The brutal satire of the ultra-wealthy with a 15-minute vomiting scene
, 2022-12-19 01:13:03,
Everyone at the Cannes Film Festival is talking about the vomit scene. For a full 15 minutes in the middle of Ruben Ostlund’s Triangle of Sadness, the stinking rich patrons of his doomed cruise yacht slither around in the proceeds of a sudden surge of seasickness, the result of a collision between a massive storm and the Marxist captain’s mischievous order to serve the guests sea urchin soup. It’s revolting, hilarious and makes everything Judd Apatow has ever done look tasteful. Later on, Ostlund will say that scene took six months to edit. Calm down, folks: that scene could have been longer.

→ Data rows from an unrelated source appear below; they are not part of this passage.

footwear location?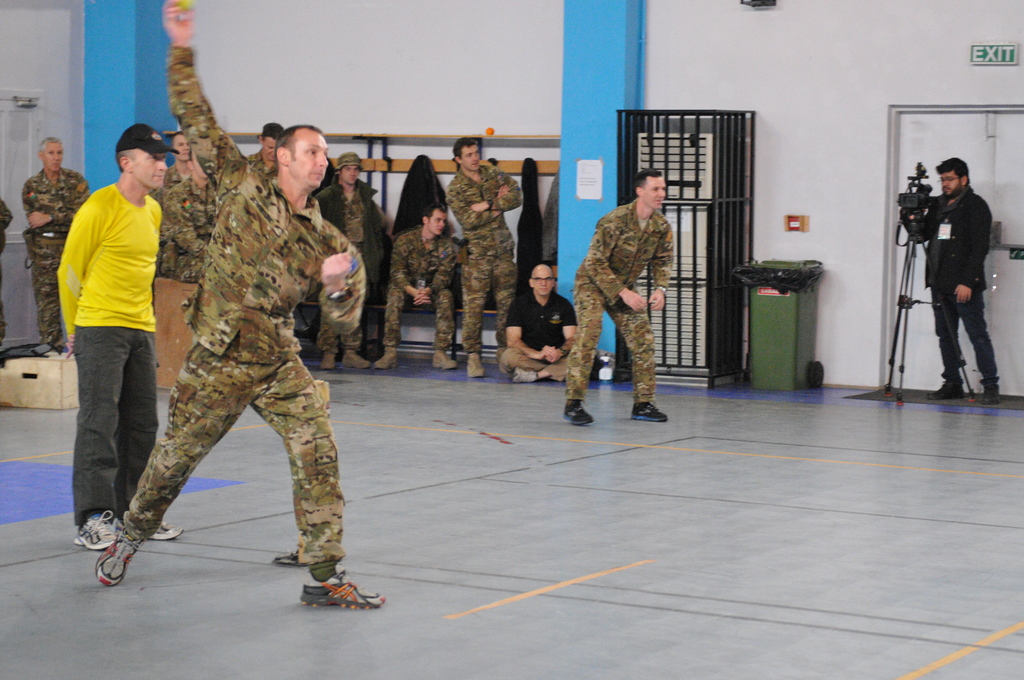
74,511,115,553
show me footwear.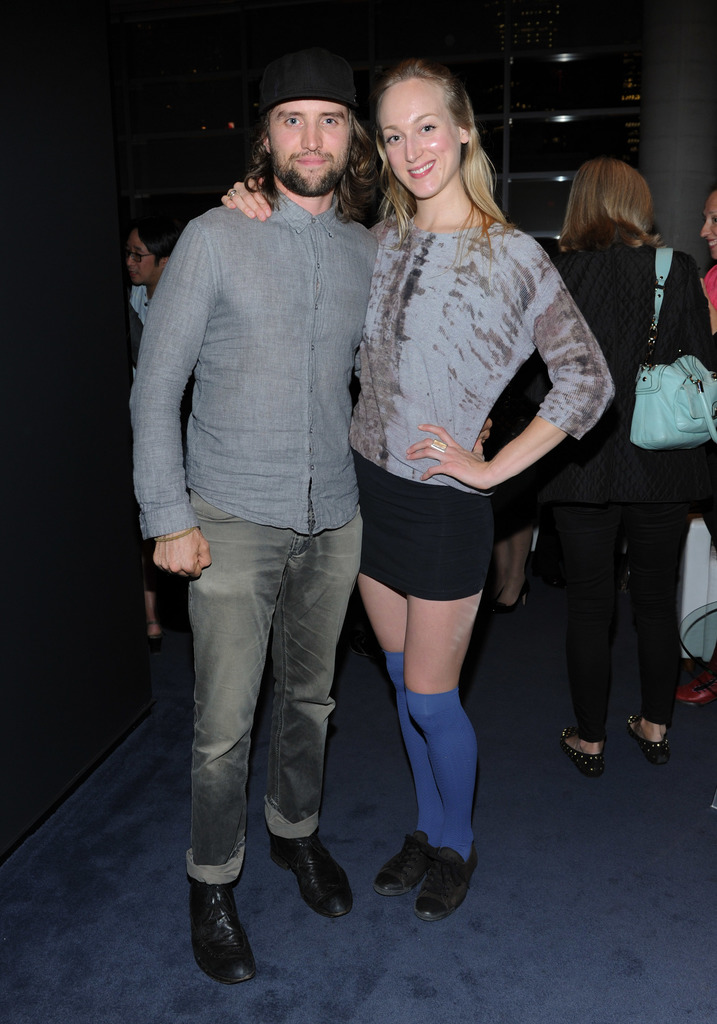
footwear is here: <box>560,725,611,778</box>.
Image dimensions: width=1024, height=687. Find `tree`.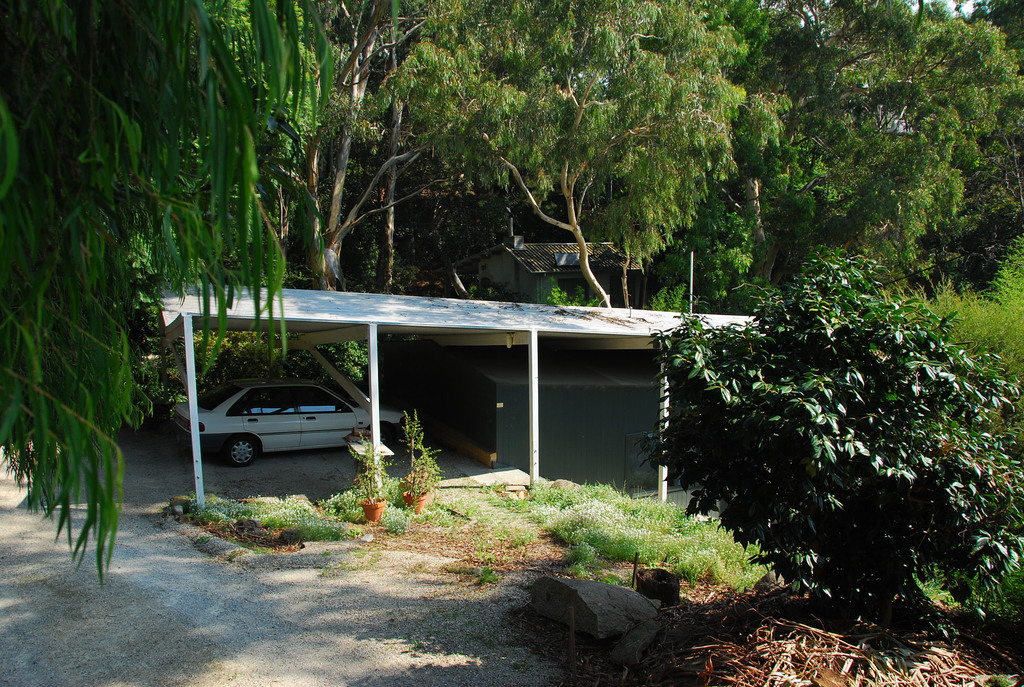
{"x1": 908, "y1": 0, "x2": 1023, "y2": 322}.
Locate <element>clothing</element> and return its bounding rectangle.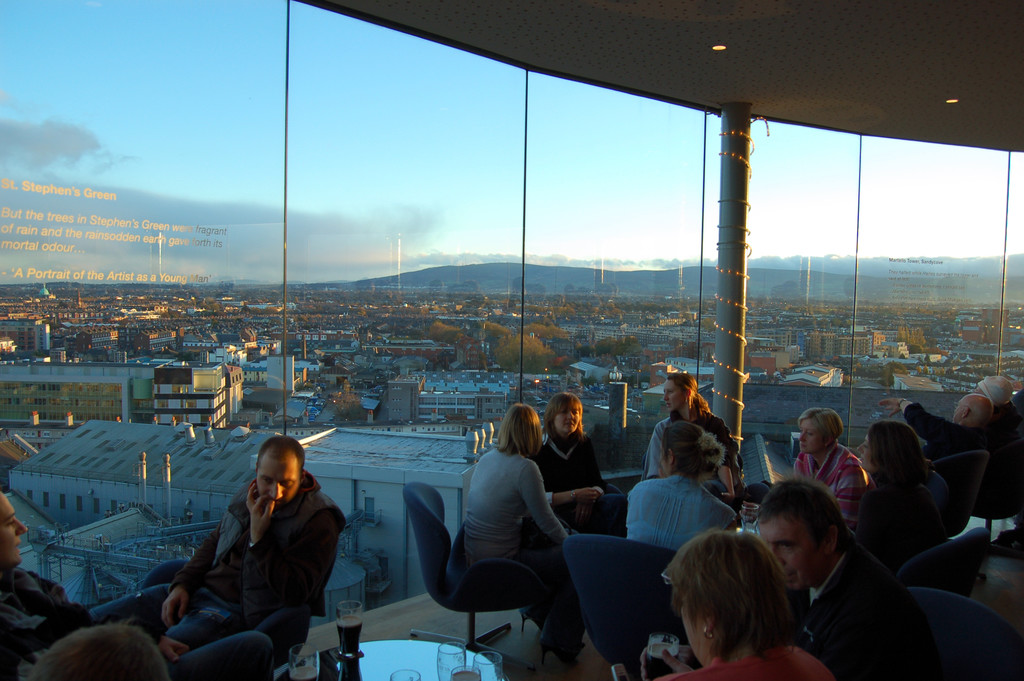
{"left": 460, "top": 444, "right": 573, "bottom": 646}.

Ostlund will walk away at the end of the festival with his second Palme D’Or, which puts him in a tiny group of two-time winners of the world’s leading film festival’s top award; his previous win was in 2017 for The Square, which was a skewering of the pretensions of the art world. Triangle of Sadness begins with a preface that suggests it is going to do much the same kind of job on the fashion industry, with Harris Dickinson playing Carl, a male model scrabbling for work as age catches up with him – the “triangle of sadness” is the wrinkle-prone area between the eyebrows – and the late Charlbi Dean as Ya Ya, his influencer girlfriend. This turns out to be just the entry point, however, to a much broader subject: inequality and its discontents, distilled and emphasised by the stratification of power and wealth on an unthinkably expensive cruise.